As the National Football League looks to grow its appeal to younger audiences, Ticketmaster’s near-monopolistic control over the league’s ticketing process may be coming to a close.

The NFL, which has already experimented with Millennial-targeted actions like broadcasting games on Twitter in 2016 and Amazon.com this coming fall, may end its exclusive arrangement with Ticketmaster parent Live Nation Entertainment (NYSE: LYV) when it comes to a close in 2018. In its place will be an “open” model, which will allow multiple partners and platforms to sell NFL tickets, rather than just one vendor.

Currently, Ticketmaster is the official primary seller for all but one of the NFL’s 32 franchises – The Detroit Lions use Veritix – and also operates the league’s preferred secondary marketplace, the NFL Ticket Exchange. According to a story in Sports Business Journal, the league is convinced it can bring in more revenue with a multi-platform model.

“The idea is to allow tickets to be available in as many places as possible,” a source told SBJ’s Daniel Kaplan & Eric Fisher. “We want to make it easy.”

Live Nation, which announced major profits in Wednesday’s announcement of Q2 earnings – built largely on its foray into the secondary market, has major sway in concert ticketing due to the corporations ownership of venues across the country. But sports venues are a different story, according to the story in Barrons. “Numerous baseball teams have already turned to MLB’s own ticketing platform, while Major League Soccer has an open ticketing arrangement with Seat Geek. The NFL is more powerful than either of those leagues.”

It is unclear how much of a bite any changing of the ticketing arrangement would hurt Live Nation or Ticketmaster, since it’s fair to assume that the operational expertise of the company would have it remain as a major player even in a divided marketplace for football ticketing revenue.

“One team source who supports the transition said one caveat regarding change is that Ticketmaster knows the space and has the proven technical infrastructure to handle the complex processes,” according to the SBJ article “Meanwhile, many of the outlets the league is contemplating using to sell official tickets may never have done so at the scale of the NFL before.”

That scale is certainly daunting, according to 2016 attendance statistics available on ESPN.com, the Dallas Cowboys led the league gate with 1,322,087 fans watching them play, including an average of over 92,000 at each of its eight home games. Even the lowest-attended team in the league – the Oakland Raiders – averaged more than 54,000 at its home dates.

It will certainly be interesting to see how the new arrangement works out if 2018 sees a more open competition for the NFL fan dollars in the ticketing world.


→ EXERCISE REQUIREMENTS
Retype the listing that follows without a single change.

******

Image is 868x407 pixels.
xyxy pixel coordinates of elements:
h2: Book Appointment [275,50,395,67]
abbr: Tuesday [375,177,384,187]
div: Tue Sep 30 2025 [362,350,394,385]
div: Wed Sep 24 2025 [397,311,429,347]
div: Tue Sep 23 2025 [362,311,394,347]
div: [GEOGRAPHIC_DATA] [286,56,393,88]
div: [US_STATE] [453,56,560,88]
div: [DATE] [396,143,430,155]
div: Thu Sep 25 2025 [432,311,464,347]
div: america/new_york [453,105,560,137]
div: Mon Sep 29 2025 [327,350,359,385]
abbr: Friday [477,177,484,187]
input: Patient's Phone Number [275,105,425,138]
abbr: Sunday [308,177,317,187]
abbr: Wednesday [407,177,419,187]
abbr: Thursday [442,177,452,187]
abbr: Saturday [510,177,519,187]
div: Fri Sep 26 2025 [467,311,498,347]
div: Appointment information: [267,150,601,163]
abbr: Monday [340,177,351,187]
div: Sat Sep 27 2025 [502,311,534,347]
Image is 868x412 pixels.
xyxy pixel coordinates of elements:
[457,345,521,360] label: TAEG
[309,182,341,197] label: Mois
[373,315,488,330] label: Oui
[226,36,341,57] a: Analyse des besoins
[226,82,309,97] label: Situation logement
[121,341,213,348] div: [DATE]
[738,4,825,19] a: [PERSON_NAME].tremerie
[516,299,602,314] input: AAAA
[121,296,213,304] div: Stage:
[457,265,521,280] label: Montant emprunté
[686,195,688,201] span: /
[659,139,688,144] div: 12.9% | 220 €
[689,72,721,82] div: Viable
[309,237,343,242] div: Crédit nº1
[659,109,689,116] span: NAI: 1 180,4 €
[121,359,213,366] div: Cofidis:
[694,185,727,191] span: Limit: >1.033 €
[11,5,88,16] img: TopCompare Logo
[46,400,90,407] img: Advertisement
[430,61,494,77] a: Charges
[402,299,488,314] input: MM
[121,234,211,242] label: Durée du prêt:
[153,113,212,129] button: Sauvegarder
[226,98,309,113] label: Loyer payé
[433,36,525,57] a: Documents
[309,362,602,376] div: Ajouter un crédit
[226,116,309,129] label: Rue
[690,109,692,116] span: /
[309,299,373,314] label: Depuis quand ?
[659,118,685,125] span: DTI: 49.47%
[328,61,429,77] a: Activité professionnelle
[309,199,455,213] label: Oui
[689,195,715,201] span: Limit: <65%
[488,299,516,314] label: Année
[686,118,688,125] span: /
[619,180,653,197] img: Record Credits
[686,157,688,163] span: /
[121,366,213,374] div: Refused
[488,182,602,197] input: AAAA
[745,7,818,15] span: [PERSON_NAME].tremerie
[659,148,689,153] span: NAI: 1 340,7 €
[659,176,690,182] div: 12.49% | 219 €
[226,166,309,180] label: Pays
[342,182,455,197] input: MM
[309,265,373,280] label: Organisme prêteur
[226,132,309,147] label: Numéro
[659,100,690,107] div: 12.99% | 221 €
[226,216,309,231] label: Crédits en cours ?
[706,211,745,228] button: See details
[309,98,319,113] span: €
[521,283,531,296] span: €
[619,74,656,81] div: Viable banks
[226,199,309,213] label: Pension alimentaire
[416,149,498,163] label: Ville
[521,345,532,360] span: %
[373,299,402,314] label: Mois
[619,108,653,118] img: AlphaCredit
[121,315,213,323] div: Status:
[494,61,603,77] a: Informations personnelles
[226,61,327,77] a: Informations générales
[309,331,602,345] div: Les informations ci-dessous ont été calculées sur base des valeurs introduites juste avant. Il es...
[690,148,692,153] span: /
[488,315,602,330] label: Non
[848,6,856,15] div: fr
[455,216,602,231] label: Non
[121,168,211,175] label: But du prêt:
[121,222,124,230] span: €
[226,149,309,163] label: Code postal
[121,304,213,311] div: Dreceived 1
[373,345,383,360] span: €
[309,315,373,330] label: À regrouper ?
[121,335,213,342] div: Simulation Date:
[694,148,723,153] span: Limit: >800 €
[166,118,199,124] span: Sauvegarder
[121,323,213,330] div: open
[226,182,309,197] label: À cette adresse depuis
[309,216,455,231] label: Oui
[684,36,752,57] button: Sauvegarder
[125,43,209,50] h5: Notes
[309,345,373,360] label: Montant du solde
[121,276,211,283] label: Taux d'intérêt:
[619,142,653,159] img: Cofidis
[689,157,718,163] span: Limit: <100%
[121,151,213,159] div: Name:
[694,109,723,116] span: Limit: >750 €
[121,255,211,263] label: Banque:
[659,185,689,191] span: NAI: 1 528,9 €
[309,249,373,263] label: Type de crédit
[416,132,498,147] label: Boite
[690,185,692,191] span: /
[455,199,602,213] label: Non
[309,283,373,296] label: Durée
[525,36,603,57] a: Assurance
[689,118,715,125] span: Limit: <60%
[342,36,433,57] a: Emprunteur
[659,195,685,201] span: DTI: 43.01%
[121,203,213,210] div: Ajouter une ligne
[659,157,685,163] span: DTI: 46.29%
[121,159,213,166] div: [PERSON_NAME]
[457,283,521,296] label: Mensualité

******

→ REPLY
Image is 868x407 pixels.
xyxy pixel coordinates of elements:
h2: Book Appointment [275,50,395,67]
abbr: Tuesday [375,177,384,187]
div: Tue Sep 30 2025 [362,350,394,385]
div: Wed Sep 24 2025 [397,311,429,347]
div: Tue Sep 23 2025 [362,311,394,347]
div: [GEOGRAPHIC_DATA] [286,56,393,88]
div: [US_STATE] [453,56,560,88]
div: [DATE] [396,143,430,155]
div: Thu Sep 25 2025 [432,311,464,347]
div: america/new_york [453,105,560,137]
div: Mon Sep 29 2025 [327,350,359,385]
abbr: Friday [477,177,484,187]
input: Patient's Phone Number [275,105,425,138]
abbr: Sunday [308,177,317,187]
abbr: Wednesday [407,177,419,187]
abbr: Thursday [442,177,452,187]
abbr: Saturday [510,177,519,187]
div: Fri Sep 26 2025 [467,311,498,347]
div: Appointment information: [267,150,601,163]
abbr: Monday [340,177,351,187]
div: Sat Sep 27 2025 [502,311,534,347]
Image is 868x412 pixels.
xyxy pixel coordinates of elements:
[457,345,521,360] label: TAEG
[309,182,341,197] label: Mois
[373,315,488,330] label: Oui
[226,36,341,57] a: Analyse des besoins
[226,82,309,97] label: Situation logement
[121,341,213,348] div: [DATE]
[738,4,825,19] a: [PERSON_NAME].tremerie
[516,299,602,314] input: AAAA
[121,296,213,304] div: Stage:
[457,265,521,280] label: Montant emprunté
[686,195,688,201] span: /
[659,139,688,144] div: 12.9% | 220 €
[689,72,721,82] div: Viable
[309,237,343,242] div: Crédit nº1
[659,109,689,116] span: NAI: 1 180,4 €
[121,359,213,366] div: Cofidis:
[694,185,727,191] span: Limit: >1.033 €
[11,5,88,16] img: TopCompare Logo
[46,400,90,407] img: Advertisement
[430,61,494,77] a: Charges
[402,299,488,314] input: MM
[121,234,211,242] label: Durée du prêt:
[153,113,212,129] button: Sauvegarder
[226,98,309,113] label: Loyer payé
[433,36,525,57] a: Documents
[309,362,602,376] div: Ajouter un crédit
[226,116,309,129] label: Rue
[690,109,692,116] span: /
[309,299,373,314] label: Depuis quand ?
[659,118,685,125] span: DTI: 49.47%
[328,61,429,77] a: Activité professionnelle
[309,199,455,213] label: Oui
[689,195,715,201] span: Limit: <65%
[488,299,516,314] label: Année
[686,118,688,125] span: /
[619,180,653,197] img: Record Credits
[686,157,688,163] span: /
[121,366,213,374] div: Refused
[488,182,602,197] input: AAAA
[745,7,818,15] span: [PERSON_NAME].tremerie
[659,148,689,153] span: NAI: 1 340,7 €
[659,176,690,182] div: 12.49% | 219 €
[226,166,309,180] label: Pays
[342,182,455,197] input: MM
[309,265,373,280] label: Organisme prêteur
[226,132,309,147] label: Numéro
[659,100,690,107] div: 12.99% | 221 €
[226,216,309,231] label: Crédits en cours ?
[706,211,745,228] button: See details
[309,98,319,113] span: €
[521,283,531,296] span: €
[619,74,656,81] div: Viable banks
[226,199,309,213] label: Pension alimentaire
[416,149,498,163] label: Ville
[521,345,532,360] span: %
[373,299,402,314] label: Mois
[619,108,653,118] img: AlphaCredit
[121,315,213,323] div: Status:
[494,61,603,77] a: Informations personnelles
[226,61,327,77] a: Informations générales
[309,331,602,345] div: Les informations ci-dessous ont été calculées sur base des valeurs introduites juste avant. Il es...
[690,148,692,153] span: /
[488,315,602,330] label: Non
[848,6,856,15] div: fr
[455,216,602,231] label: Non
[121,168,211,175] label: But du prêt:
[121,222,124,230] span: €
[226,149,309,163] label: Code postal
[121,304,213,311] div: Dreceived 1
[373,345,383,360] span: €
[309,315,373,330] label: À regrouper ?
[121,335,213,342] div: Simulation Date:
[694,148,723,153] span: Limit: >800 €
[166,118,199,124] span: Sauvegarder
[121,323,213,330] div: open
[226,182,309,197] label: À cette adresse depuis
[309,216,455,231] label: Oui
[684,36,752,57] button: Sauvegarder
[125,43,209,50] h5: Notes
[309,345,373,360] label: Montant du solde
[121,276,211,283] label: Taux d'intérêt:
[619,142,653,159] img: Cofidis
[689,157,718,163] span: Limit: <100%
[121,151,213,159] div: Name:
[694,109,723,116] span: Limit: >750 €
[121,255,211,263] label: Banque:
[659,185,689,191] span: NAI: 1 528,9 €
[309,249,373,263] label: Type de crédit
[416,132,498,147] label: Boite
[690,185,692,191] span: /
[455,199,602,213] label: Non
[309,283,373,296] label: Durée
[525,36,603,57] a: Assurance
[689,118,715,125] span: Limit: <60%
[342,36,433,57] a: Emprunteur
[659,195,685,201] span: DTI: 43.01%
[121,203,213,210] div: Ajouter une ligne
[659,157,685,163] span: DTI: 46.29%
[121,159,213,166] div: [PERSON_NAME]
[457,283,521,296] label: Mensualité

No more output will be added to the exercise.